Annie Lennox on the cover of Bare, from Zortam Music

. . . and here's yet another one.


No. 221, The Virgin All-Time Album Top 1000; No. 492, Rolling Stone, The 500 Greatest Albums of All Time 


Art direction by Laurence Stevens, cover design by Andrew Christian & Laurence Stevens, photography by Brian Aris.
Album produced by David A. Stewart.

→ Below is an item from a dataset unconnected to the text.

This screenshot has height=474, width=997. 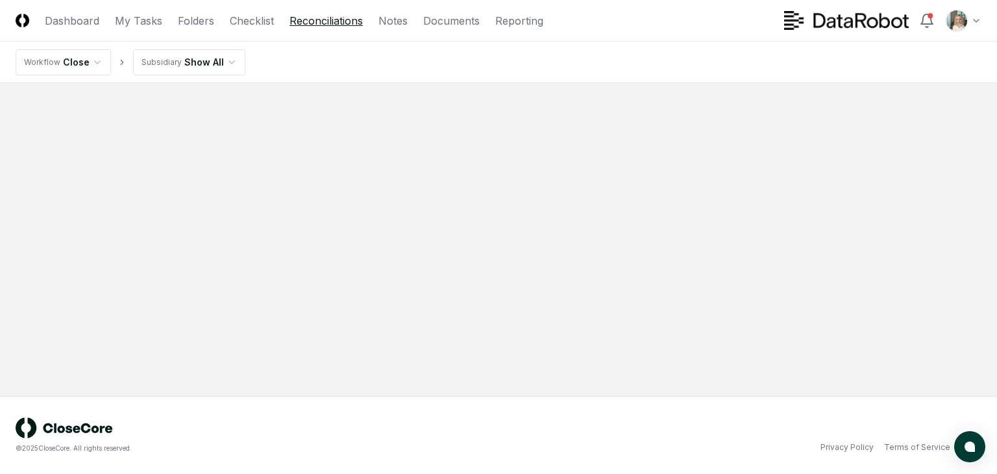 I want to click on a: Documents, so click(x=451, y=21).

RCA 1983.


A doctor friend of mine who was working in a sanitarium for the mildly insane told me about a card one of the patients made for Mother's Day. "To my mother," it read,
"who has always been just  like a mother to me."  Funny?  Perhaps, but chilling, too — an oddly mordant  comment on the distinction  between what we call something
and what that something really is.  The difference between saying  "I love you"  and actually loving  someone can be sharp indeed,  regardless of our best  intentions or
feelings.  It is a distinction with which Annie Lennox seems only too familiar.  "The language of love," she sings with brutal elegance, "has left me broken on the rock."

The heartbreak of language — inherent in  the difference  between  words and actions — haunts Touch,  the brilliant,  if erratic, new Eurythmics  album.  But for all of
vocalist-songwriter  Lennox'  semiotic  perambulations,  Touch relies  more on instrumentalist  Dave Stewart,  whose synthesizer  work is thankfully  free of the blowsy,
ersatz-Motown touches that  dominate other British technopop.  Instead, Stewart incorporates textures that span Western music, from Seventies pop to chamber music.

Nowhere  do Lennox' and Stewart's  talents meld more stirringly than on the surging ballad "Who's That Girl?, " a clear heir to the irresistible "Sweet Dreams  (Are Made
of This").  Stewart's synthesizer  summons the pulsing of a string quartet,  while rapping out stuttering,  stick-in-your  head harpsichord fills.  Lennox' luscious phrasing
evokes both  eroticism and anguish  ("The language  of love slips  from my lover's  tongue/Cooler than ice cream  and warmer  than the sun"),  culminating  in a chorus
of Spectorian power and  simplicity  that asks,  "Who's  that girl/Running  around with you?"  "Who's That Girl?"  is Revolver rock,  Eighties  style:  appealingly  melodic,
lyrically intriguing and truly inventive all at once. Review by Christopher Connelly for Rolling Stone


(A) Here Comes the Rain Again - Regrets - Right by Your Side - Cool Blue - Who's That Girl

(B) The First Cut - Aqua - No Fear, No Hate, No Pain (No Broken Hearts) - Paint a Rumour



"Who's That Girl" live from EurythmicsVEVO on YouTube.